By Tim Redmond
In a move that’s unprecedented in modern San Francisco history, city controller Ben Rosenfield appears poised to try to block the Board of Supervisors from approving a $7 million supplemental budget appropriation to prevent 500 layoffs of frontline health department workers.
It’s the latest twist in a convoluted battle that pits SEIU Local 1021 and the progressives on the board against the mayor, who wants to lay off nurses aides and clerical workers.
In a budgetmessage posted today, Rosenfield says that the city is running $53 million in the red, and that “until this shortfall is addressed, the Controller’s Office will not be able to certify funds from the General Fund Reserve for other appropriations.”
Rosenfield, a Newsom appointee, is apparently relying on a very old City Charter section that looks like this:
S.F. Charter Sec. 9.113 (d) “General Fiscal Provisions”
No ordinance or resolution for the expenditure of money, except the
annual appropriation ordinance, shall be passed by the Board of
Supervisors unless the Controller first certifies to the Board that
there is a sufficient unencumbered balance in a fund that may legally be
used for such proposed expenditure, and that, in the judgment of the
Controller, revenues as anticipated in the appropriation ordinance for
such fiscal year and properly applicable to meet such proposed
expenditures will be available in the treasury in sufficient amount to
meet the same as it becomes due.
But in my 25 years of covering City Hall, I have never once seen this happen. There have been bad budget deficits before, and supplemental appropriations, and the controller has never told the supervisors that they can’t spend reserve money.
“About the only thing Rosenfield and I agree on is that this has never been done before,” Sup. Chris Daly told me this evening.
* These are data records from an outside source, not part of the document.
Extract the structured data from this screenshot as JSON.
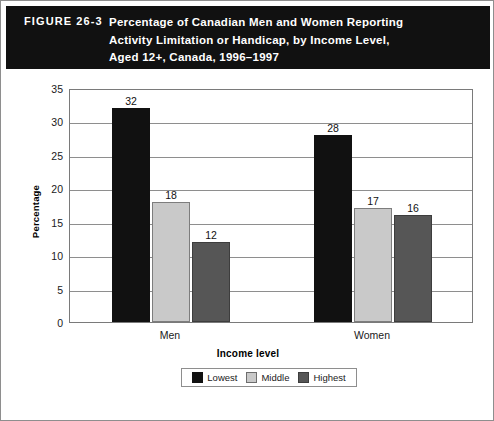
{
  "figure": {
    "number_label": "FIGURE 26-3",
    "title_lines": [
      "Percentage of Canadian Men and Women Reporting",
      "Activity Limitation or Handicap, by Income Level,",
      "Aged 12+, Canada, 1996–1997"
    ]
  },
  "colors": {
    "header_background": "#111111",
    "header_text": "#ffffff",
    "lowest": "#111111",
    "middle": "#c9c9c9",
    "highest": "#565656",
    "gridline": "#8e8e8e",
    "frame": "#8e8e8e"
  },
  "chart_data": {
    "type": "bar",
    "title": "Percentage of Canadian Men and Women Reporting Activity Limitation or Handicap, by Income Level, Aged 12+, Canada, 1996–1997",
    "xlabel": "Income level",
    "ylabel": "Percentage",
    "categories": [
      "Men",
      "Women"
    ],
    "series": [
      {
        "name": "Lowest",
        "values": [
          32,
          18
        ]
      },
      {
        "name": "Middle",
        "values": [
          18,
          17
        ]
      },
      {
        "name": "Highest",
        "values": [
          12,
          16
        ]
      }
    ],
    "series_corrected": [
      {
        "name": "Lowest",
        "values": [
          32,
          28
        ]
      },
      {
        "name": "Middle",
        "values": [
          18,
          17
        ]
      },
      {
        "name": "Highest",
        "values": [
          12,
          16
        ]
      }
    ],
    "ylim": [
      0,
      35
    ],
    "yticks": [
      0,
      5,
      10,
      15,
      20,
      25,
      30,
      35
    ],
    "ytick_labels": [
      "0",
      "5",
      "10",
      "15",
      "20",
      "25",
      "30",
      "35"
    ],
    "grid": true,
    "legend_position": "bottom",
    "bar_labels": {
      "Men": [
        "32",
        "18",
        "12"
      ],
      "Women": [
        "28",
        "17",
        "16"
      ]
    }
  },
  "legend": {
    "items": [
      {
        "label": "Lowest"
      },
      {
        "label": "Middle"
      },
      {
        "label": "Highest"
      }
    ]
  }
}
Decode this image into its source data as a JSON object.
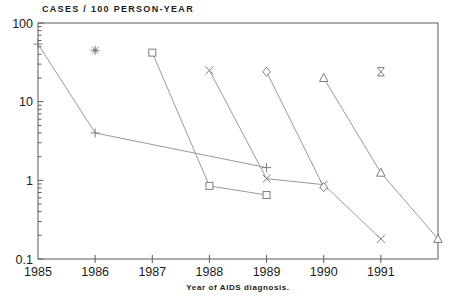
{
  "page": {
    "background": "#ffffff"
  },
  "chart_data": {
    "type": "line",
    "title": "CASES / 100 PERSON-YEAR",
    "xlabel": "Year of AIDS diagnosis.",
    "ylabel": "",
    "y_scale": "log",
    "ylim": [
      0.1,
      100
    ],
    "xlim": [
      1985,
      1992
    ],
    "x_ticks": [
      1985,
      1986,
      1987,
      1988,
      1989,
      1990,
      1991
    ],
    "y_ticks": [
      100,
      10,
      1,
      0.1
    ],
    "grid": false,
    "legend": "none",
    "frame": "full-box",
    "colors": {
      "axis": "#5a5a5a",
      "line": "#9a9a9a",
      "marker": "#7d7d7d",
      "text": "#1c1c1c"
    },
    "series": [
      {
        "name": "1985-cohort",
        "marker": "plus",
        "points": [
          [
            1985,
            54
          ],
          [
            1986,
            4.0
          ],
          [
            1989,
            1.45
          ]
        ]
      },
      {
        "name": "1986-cohort",
        "marker": "asterisk",
        "points": [
          [
            1986,
            45
          ]
        ]
      },
      {
        "name": "1987-cohort",
        "marker": "square",
        "points": [
          [
            1987,
            42
          ],
          [
            1988,
            0.85
          ],
          [
            1989,
            0.65
          ]
        ]
      },
      {
        "name": "1988-cohort",
        "marker": "x",
        "points": [
          [
            1988,
            25
          ],
          [
            1989,
            1.05
          ],
          [
            1990,
            0.88
          ],
          [
            1991,
            0.18
          ]
        ]
      },
      {
        "name": "1989-cohort",
        "marker": "diamond",
        "points": [
          [
            1989,
            24
          ],
          [
            1990,
            0.82
          ]
        ]
      },
      {
        "name": "1990-cohort",
        "marker": "triangle",
        "points": [
          [
            1990,
            20
          ],
          [
            1991,
            1.25
          ],
          [
            1992,
            0.18
          ]
        ]
      },
      {
        "name": "1991-cohort",
        "marker": "hourglass",
        "points": [
          [
            1991,
            24
          ]
        ]
      }
    ]
  }
}
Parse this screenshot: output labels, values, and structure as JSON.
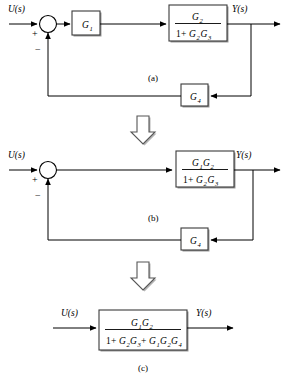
{
  "figure": {
    "signals": {
      "input": "U(s)",
      "output": "Y(s)"
    },
    "signs": {
      "positive": "+",
      "negative": "−"
    },
    "colors": {
      "line": "#000000",
      "block_border": "#3a3a3a",
      "block_fill": "#ffffff",
      "shadow": "#9a9a9a",
      "background": "#ffffff"
    },
    "stages": [
      {
        "id": "a",
        "caption": "(a)",
        "input_label": "U(s)",
        "output_label": "Y(s)",
        "summing_junction": {
          "name": "summing-junction",
          "plus_sign": "+",
          "minus_sign": "−"
        },
        "forward_blocks": [
          {
            "name": "block-g1",
            "kind": "simple",
            "text": "G",
            "subscript": "1"
          },
          {
            "name": "block-g2-over-1-plus-g2g3",
            "kind": "fraction",
            "numerator": [
              {
                "base": "G",
                "sub": "2"
              }
            ],
            "denominator": [
              {
                "base": "1",
                "sub": ""
              },
              {
                "op": "+"
              },
              {
                "base": "G",
                "sub": "2"
              },
              {
                "base": "G",
                "sub": "3"
              }
            ],
            "numerator_text": "G2",
            "denominator_text": "1+G2G3"
          }
        ],
        "feedback_blocks": [
          {
            "name": "block-g4",
            "kind": "simple",
            "text": "G",
            "subscript": "4"
          }
        ]
      },
      {
        "id": "b",
        "caption": "(b)",
        "input_label": "U(s)",
        "output_label": "Y(s)",
        "summing_junction": {
          "name": "summing-junction",
          "plus_sign": "+",
          "minus_sign": "−"
        },
        "forward_blocks": [
          {
            "name": "block-g1g2-over-1-plus-g2g3",
            "kind": "fraction",
            "numerator": [
              {
                "base": "G",
                "sub": "1"
              },
              {
                "base": "G",
                "sub": "2"
              }
            ],
            "denominator": [
              {
                "base": "1",
                "sub": ""
              },
              {
                "op": "+"
              },
              {
                "base": "G",
                "sub": "2"
              },
              {
                "base": "G",
                "sub": "3"
              }
            ],
            "numerator_text": "G1G2",
            "denominator_text": "1+G2G3"
          }
        ],
        "feedback_blocks": [
          {
            "name": "block-g4",
            "kind": "simple",
            "text": "G",
            "subscript": "4"
          }
        ]
      },
      {
        "id": "c",
        "caption": "(c)",
        "input_label": "U(s)",
        "output_label": "Y(s)",
        "summing_junction": null,
        "forward_blocks": [
          {
            "name": "block-closed-loop-transfer-function",
            "kind": "fraction",
            "numerator": [
              {
                "base": "G",
                "sub": "1"
              },
              {
                "base": "G",
                "sub": "2"
              }
            ],
            "denominator": [
              {
                "base": "1",
                "sub": ""
              },
              {
                "op": "+"
              },
              {
                "base": "G",
                "sub": "2"
              },
              {
                "base": "G",
                "sub": "3"
              },
              {
                "op": "+"
              },
              {
                "base": "G",
                "sub": "1"
              },
              {
                "base": "G",
                "sub": "2"
              },
              {
                "base": "G",
                "sub": "4"
              }
            ],
            "numerator_text": "G1G2",
            "denominator_text": "1+G2G3+G1G2G4"
          }
        ],
        "feedback_blocks": []
      }
    ],
    "transition_arrows": [
      {
        "name": "down-arrow-a-to-b",
        "direction": "down"
      },
      {
        "name": "down-arrow-b-to-c",
        "direction": "down"
      }
    ]
  }
}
The controller’s report notes that several city departments are running over budget — but interestingly, Human Services and Public Health, the targets of the layoffs, are running a surplus of $8.1 million (exactly what the supervisors want to spend).
Among those departments facing shortfalls: The Sheriff’s Office, which is in the red because of “an increase in jail population” — possibly due to the new police chief’s crackdown on drug dealing in the Tenderloin.
I couldn’t reach Rosenfield tonight, but Daly notes that the same legislation was before the board last week, and Rosenfield didn’t object. “So he’s already certified it,” Daly said. “And I’m not sure how he can decertify it now.”
I’m not going to argue that the city has money to burn, but there are always mid-year budget changes in bad times. The supes and the mayor are going to have to make some budget adjustments. But there’s also unanticipated money coming in — for example, San Francisco stands to get about $33 million in federal stimulus money for the Department of Public Health in April, and that funding will be retroactive to the previous year. So this year’s shortfall will actually be $33 million less.
Tina Johnson, a legislative affairs staffer for the state Department of Health Care Services, confirmed the near-certain availability of that money in a Nov. 16th letter to state Sen. Leland Yee.
In any other year, I suspect the controller would follow the normal practice of informing the mayor and the supes that the budget was out of line (as it is, in one way or another, almost every year) and then allow them to come up with some mid-year corrections. But this battle between Local 1021 and the mayor has gotten ugly, and I’m sure there was pressure on Rosenfield.
Look for a showdown at the board meeting tomorrow (Nov. 17). Daly told me that whatever Rosenfield says, “we’re going to have a vote on this.”